Saturday, August 07, 2010

What do you get him for Boss's Day?

Via Cal, I saw this collection of memos sent from a boss to his employees at an oil company in Houston in 1977 and 1978. The memos paint a pretty, shall we say, surreal picture of what it must have been like to work for Edward Mike Davis.

Here are a couple of quotes, but it's worth reading them all, especially at the site linked above, because he has scans of the typewritten originals:

This is a business office. All correspondence and other things pertaining to this office will be typewritten.

Handwriting takes much longer than a typewriter -- you're wasting your time, but more importantly, you're wasting my time. If you don't know how to type, you'd better learn.


Remember, this was the era of typewriters, not e-mail and texting. You had to load a piece of paper into your typewriter, type your thing, make sure you had no errors, and then take the paper out and do whatever it was you did in that particular office to get the piece of paper you've just typed to the person who needs to see it. This requirement would seem to put a damper on intra-office communication.

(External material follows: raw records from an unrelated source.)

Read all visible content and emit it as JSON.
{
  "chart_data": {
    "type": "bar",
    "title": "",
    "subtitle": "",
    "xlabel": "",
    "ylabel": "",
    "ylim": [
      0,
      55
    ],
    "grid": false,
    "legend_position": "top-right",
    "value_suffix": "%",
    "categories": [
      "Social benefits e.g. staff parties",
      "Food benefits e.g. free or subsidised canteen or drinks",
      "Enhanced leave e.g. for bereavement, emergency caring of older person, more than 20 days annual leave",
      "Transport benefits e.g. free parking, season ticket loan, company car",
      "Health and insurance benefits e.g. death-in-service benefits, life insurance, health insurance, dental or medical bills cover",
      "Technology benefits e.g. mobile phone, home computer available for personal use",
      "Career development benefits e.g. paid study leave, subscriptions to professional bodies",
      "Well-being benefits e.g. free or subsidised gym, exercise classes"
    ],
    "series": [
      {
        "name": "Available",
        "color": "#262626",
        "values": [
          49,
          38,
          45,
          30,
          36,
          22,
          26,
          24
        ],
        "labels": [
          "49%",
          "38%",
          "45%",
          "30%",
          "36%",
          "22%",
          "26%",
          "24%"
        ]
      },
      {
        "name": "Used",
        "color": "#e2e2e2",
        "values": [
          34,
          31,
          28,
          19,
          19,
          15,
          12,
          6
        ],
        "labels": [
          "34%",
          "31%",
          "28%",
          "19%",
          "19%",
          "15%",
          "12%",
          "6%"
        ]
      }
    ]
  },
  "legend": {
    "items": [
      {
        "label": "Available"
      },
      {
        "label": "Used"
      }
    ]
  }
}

Idle conversation and gossip in this office among employees will result in immediate termination.

Don't talk about other people and other things in this office.

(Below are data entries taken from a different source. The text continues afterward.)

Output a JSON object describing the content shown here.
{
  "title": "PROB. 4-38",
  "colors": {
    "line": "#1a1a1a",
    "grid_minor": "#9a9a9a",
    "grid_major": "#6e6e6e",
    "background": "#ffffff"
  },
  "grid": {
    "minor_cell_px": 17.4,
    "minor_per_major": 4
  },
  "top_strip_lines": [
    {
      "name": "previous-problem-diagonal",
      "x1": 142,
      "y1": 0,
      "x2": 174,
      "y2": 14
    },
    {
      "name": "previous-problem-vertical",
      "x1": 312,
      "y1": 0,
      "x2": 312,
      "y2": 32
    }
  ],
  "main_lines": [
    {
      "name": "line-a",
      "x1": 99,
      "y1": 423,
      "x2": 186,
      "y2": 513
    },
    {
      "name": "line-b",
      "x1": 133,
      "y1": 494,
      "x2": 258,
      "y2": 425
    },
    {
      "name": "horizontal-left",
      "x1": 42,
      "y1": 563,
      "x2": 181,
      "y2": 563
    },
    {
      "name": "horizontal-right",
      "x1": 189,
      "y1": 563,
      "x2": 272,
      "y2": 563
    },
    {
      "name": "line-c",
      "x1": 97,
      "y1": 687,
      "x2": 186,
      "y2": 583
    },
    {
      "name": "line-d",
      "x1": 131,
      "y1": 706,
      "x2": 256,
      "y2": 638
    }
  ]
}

I can see wanting to discourage gossip, but I wonder what Davis meant by "idle conversation" -- is he actually going to fire Jones in Accounting if he overhears Jones telling Smith that his kid made the honor roll?

I swear, but since I am the owner of this company, that is my privilege, and this privilege is not to be interpreted as the same for any employee. That differentiates me from you, and I want to keep it that way. There will be absolutely no swearing, by any employee, male or female, in this office, ever.

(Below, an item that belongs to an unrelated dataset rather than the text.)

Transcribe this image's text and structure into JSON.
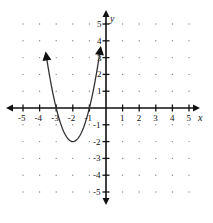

Had I received this memo, I almost certainly would have loudly exclaimed upon reading it, "Well, f*** me!"

We do not pay starvation wages, and there are some people left in this world who want to work. I am not fond of hippies, long-hairs, dope fiends or alcoholics. I suggest each and every person in a supervisory category (from driller up to me) eliminate these people.

...

Anyone who lets their hair grow below their ears to where I can't see their ears means they don't wash. If they don't wash, they stink, and if they stink, I don't want the son-of-a-bitch around me.


Well, I guess I wouldn't have received the "No swearing" memo, because this guy would have fired me on sight. Oh well.

These are my favorites:

This memorandum is intended as an addendum to a memo I wrote on January 12, 1978 about people speaking to me. Any supervisor who has anything to say to me, day or night, the fastest way he can say it to me is too slow. The terms about not talking to me meant I do not have time to stop and talk to everyone -- saying hello, goodbye, goodnight, etc. -- that is what I was talking about. If you have business with me, the fastest way is too slow -- day or night.


And:

I do not appreciate people coming into my office and helping themselves to my candy, cigars, medicine, and other personal items.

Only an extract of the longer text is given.